Below is a listing. Write out exactly its lines between the one holding "The height and width of the screenshot is (619, 840)." and the one holding "Locate an element", inclusive.

= = =

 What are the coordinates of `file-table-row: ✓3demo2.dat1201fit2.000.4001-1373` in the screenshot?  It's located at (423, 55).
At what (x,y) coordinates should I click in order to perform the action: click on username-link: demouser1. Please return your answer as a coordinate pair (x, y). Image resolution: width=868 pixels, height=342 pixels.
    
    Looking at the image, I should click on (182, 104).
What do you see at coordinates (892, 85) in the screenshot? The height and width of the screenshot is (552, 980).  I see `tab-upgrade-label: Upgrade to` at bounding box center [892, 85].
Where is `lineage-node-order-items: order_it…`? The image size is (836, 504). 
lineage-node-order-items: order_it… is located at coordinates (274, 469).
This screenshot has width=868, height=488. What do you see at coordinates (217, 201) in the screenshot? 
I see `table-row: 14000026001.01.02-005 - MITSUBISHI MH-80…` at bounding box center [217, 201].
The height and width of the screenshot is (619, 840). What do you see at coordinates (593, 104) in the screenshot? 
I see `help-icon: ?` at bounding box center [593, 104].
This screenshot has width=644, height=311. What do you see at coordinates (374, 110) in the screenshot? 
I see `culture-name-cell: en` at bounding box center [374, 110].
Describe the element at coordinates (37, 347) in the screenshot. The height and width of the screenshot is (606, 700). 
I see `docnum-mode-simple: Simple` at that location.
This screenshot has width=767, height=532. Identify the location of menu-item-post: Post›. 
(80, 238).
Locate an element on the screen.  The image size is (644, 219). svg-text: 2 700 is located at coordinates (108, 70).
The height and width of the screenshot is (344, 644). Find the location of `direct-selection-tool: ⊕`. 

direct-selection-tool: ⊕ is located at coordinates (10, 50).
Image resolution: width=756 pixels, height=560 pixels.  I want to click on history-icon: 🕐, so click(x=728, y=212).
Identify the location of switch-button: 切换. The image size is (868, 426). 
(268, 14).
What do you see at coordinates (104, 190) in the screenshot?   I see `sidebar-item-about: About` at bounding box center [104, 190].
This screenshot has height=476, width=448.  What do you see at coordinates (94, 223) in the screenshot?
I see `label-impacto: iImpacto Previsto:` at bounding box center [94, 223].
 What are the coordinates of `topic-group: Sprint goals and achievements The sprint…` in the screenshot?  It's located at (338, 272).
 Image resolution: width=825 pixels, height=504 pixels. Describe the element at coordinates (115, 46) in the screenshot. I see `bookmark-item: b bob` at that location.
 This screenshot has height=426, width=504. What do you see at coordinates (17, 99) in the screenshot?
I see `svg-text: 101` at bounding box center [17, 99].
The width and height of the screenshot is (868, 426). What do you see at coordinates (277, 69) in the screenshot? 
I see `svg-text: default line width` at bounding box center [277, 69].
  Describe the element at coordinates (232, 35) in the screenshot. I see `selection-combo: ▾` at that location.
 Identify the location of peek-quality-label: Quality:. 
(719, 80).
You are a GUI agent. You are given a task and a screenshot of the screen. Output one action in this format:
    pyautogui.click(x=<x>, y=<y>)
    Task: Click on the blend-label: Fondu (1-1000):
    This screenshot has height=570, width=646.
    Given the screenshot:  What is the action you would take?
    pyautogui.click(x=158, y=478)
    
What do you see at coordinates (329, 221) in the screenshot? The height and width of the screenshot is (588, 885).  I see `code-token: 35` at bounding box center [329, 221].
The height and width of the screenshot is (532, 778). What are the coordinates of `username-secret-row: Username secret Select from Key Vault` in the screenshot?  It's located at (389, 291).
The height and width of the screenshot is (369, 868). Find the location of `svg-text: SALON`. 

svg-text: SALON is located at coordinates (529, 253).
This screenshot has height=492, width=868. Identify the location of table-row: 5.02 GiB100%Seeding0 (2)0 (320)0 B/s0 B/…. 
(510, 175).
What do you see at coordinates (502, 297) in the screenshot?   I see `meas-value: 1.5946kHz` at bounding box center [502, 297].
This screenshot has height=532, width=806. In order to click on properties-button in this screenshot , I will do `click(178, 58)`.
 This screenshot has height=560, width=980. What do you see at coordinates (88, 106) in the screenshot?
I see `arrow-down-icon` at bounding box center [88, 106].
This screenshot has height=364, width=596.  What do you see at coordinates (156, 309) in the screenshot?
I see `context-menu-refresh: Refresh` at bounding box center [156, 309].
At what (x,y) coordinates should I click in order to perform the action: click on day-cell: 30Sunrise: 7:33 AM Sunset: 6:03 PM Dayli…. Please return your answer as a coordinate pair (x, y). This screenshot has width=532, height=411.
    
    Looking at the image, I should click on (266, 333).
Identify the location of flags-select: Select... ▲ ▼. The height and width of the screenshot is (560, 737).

= = =

Task answer
The height and width of the screenshot is (619, 840). What do you see at coordinates (593, 104) in the screenshot? 
I see `help-icon: ?` at bounding box center [593, 104].
This screenshot has width=644, height=311. What do you see at coordinates (374, 110) in the screenshot? 
I see `culture-name-cell: en` at bounding box center [374, 110].
Describe the element at coordinates (37, 347) in the screenshot. The height and width of the screenshot is (606, 700). 
I see `docnum-mode-simple: Simple` at that location.
This screenshot has width=767, height=532. Identify the location of menu-item-post: Post›. 
(80, 238).
Locate an element on the screen.  The image size is (644, 219). svg-text: 2 700 is located at coordinates (108, 70).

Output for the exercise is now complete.